Thomas Carlyle, a Scottish philosopher and historian, termed economics “the dismal science” in the 19th century. Regardless of Carlyle’s reason for originating the phrase, today’s economics profession ensures that economics remains true to Carlyle’s sentiment. In an era of abundance, human ingenuity, and technological advancement beyond imagination, the economics profession has retreated behind an academic bulwark of confused hopelessness, protected and excused by their imaginary veil of “secular stagnation” and “conundrums”. This is “the dismal science” at its most dismal.
Today’s dismal science is a result of actions by the Federal Reserve based on Bernanke’s Great Depression thesis that expansionary monetary policy could have prevented the GD. This required abandoning the “golden fetters” of the gold standard, which the U.S. remained on until 1971. Bernanke’s response to the 2008 financial crisis was to unleash his thesis upon the world. Popularly entering the economic lexicon as quantitative easing, Bernanke’s liquidity flood resulted in ZIRP. The effect of zero interest rates has been enormous capital misallocation, economic distortion, and the collapse of future investment—now squandered in the present due to perverse economic incentives. The proverbial eating of the seed corn. IPOs are a rare event today with free money from the Fed resulting in a frenzy of mergers and acquisitions—when corporations are not buying back massive amounts of their stock.
When the Fed, the manager of the world’s reserve currency sneezes, the rest of world catches a cold, or much worse if one is in a developing economy. Now the world is moving to central bank manufactured negative interest rates. In what textbook or primer on economic history, are negative interest rates taught or advocated? This is an upside-down, bizarro economic world where central banks suspend common sense rules and toss them in the trash bin. Where savers pay banks to hold their money and banks pay borrowers to accept loans. Where governments attempt to ban cash to disallow citizens the economic freedom to circumvent such economic insanity. Negative interest rates are less an accepted economic destination and more the only path forward once central banks began their final journey down an economic dead-end.
When the economics profession start inventing new terms like “secular stagnation” to explain what they do not understand and excuse their lack of understanding by “conundrums”, the end of what is left of their intellectual integrity is near. This is less a plea for help by confused academics but more an admission that they have run out the string on their academic model.
The Keynesian demand-side model began as John Maynard Keynes’ explanation for the Great Depression in his unreadable tome, The General Theory of Employment, Interest, and Money. Keynes Magnum Opus is practically gibberish in its jumbled complexity. Written in 1936, the General Theory is open to so many interpretations that it produced multiple branches of “Keynesianism”. The gist of demand-side theory is that due to “irrational behavior”, “a bubble”, or some other unexplainable phenomenon, the stock market suddenly cratered in 1929 and goods piled up with a disparity between upper classes who desired to save and lower classes who had no money to buy. The solution, in hindsight, was for government to step in and buy the surplus goods by either borrowing from or taxing the upper class and distribute them to the lower class through public works. Monetarist predecessors, close kin of Keynesians, saw the huge pile of surplus goods and believed if only the Fed could expand the “money” in circulation, the excess goods could be purchased without deficit spending, taxing, or borrowing. The market failed and it was up to government to solve the problem unhindered by the automatic monetary constraints of the gold standard. Today, the demand-side model of active government intrusion into the market to stimulate aggregate demand dominates academia, financial media, political policy, and economic thought globally.
The demand-side economic model based on the consumer has always been errant, in the same way that the Ptolemaic model of earth centric astronomy was errant. The demand-side model conflicts with Say’s unalterable law of production. Mankind produces to exchange excess production with other producers. Supply creates its own demand. The consumer is not considered. This is the basis of classical economics. The world will work itself back to the classical economics producer based model that necessitates stable money, low taxes, beneficial regulation, small government, and rule of law. The world has no choice. After 80 years of demand-side interpretations of Keynes’ muddled General Theory, we have arrived at the outer limit of a failed model. This is the “conundrum” for demand-siders. Classical economics produces growth. Growth is not dismal and neither is economics.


__Aim of the task__. The required output is all lines below that contain the word "item".

__Data shown__.

--*--

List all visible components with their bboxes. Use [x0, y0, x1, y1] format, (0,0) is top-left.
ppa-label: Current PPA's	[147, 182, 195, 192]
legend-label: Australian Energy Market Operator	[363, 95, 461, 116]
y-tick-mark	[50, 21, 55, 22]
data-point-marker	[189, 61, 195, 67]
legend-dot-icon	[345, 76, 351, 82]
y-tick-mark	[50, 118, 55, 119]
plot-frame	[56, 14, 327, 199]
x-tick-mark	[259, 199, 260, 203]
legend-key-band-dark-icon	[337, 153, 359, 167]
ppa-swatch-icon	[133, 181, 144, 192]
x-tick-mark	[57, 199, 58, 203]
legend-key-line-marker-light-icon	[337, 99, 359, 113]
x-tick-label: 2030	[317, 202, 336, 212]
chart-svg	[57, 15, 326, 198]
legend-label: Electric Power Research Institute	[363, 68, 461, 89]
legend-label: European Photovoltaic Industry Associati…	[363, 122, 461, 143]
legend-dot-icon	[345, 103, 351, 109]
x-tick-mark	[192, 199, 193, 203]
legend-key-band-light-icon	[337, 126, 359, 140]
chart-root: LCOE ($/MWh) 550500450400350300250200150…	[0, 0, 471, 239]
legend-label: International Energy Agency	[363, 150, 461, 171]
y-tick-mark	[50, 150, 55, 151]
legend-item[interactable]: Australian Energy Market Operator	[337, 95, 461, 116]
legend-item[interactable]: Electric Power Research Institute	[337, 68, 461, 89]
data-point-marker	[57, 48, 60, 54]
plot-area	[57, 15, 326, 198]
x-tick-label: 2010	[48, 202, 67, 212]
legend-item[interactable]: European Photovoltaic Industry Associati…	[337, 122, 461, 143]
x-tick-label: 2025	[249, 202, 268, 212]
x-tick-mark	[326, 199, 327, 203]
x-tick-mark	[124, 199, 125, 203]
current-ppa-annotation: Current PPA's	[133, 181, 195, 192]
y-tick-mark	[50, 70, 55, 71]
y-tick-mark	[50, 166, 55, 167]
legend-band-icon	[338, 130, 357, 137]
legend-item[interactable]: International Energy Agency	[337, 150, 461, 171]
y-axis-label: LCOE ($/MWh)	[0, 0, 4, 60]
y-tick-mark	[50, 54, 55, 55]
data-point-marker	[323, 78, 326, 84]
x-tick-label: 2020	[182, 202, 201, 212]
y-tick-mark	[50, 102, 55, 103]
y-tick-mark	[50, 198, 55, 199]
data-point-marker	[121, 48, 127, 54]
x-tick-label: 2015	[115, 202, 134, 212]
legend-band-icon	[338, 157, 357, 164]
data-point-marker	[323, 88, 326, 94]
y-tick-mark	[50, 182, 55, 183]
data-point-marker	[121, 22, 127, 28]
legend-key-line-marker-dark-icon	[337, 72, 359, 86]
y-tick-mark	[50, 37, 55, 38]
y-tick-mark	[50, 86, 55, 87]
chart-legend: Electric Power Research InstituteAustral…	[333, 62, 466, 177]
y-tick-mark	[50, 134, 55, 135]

--*--

__Exercise result__.
legend-item[interactable]: Australian Energy Market Operator	[337, 95, 461, 116]
legend-item[interactable]: Electric Power Research Institute	[337, 68, 461, 89]
legend-item[interactable]: European Photovoltaic Industry Associati…	[337, 122, 461, 143]
legend-item[interactable]: International Energy Agency	[337, 150, 461, 171]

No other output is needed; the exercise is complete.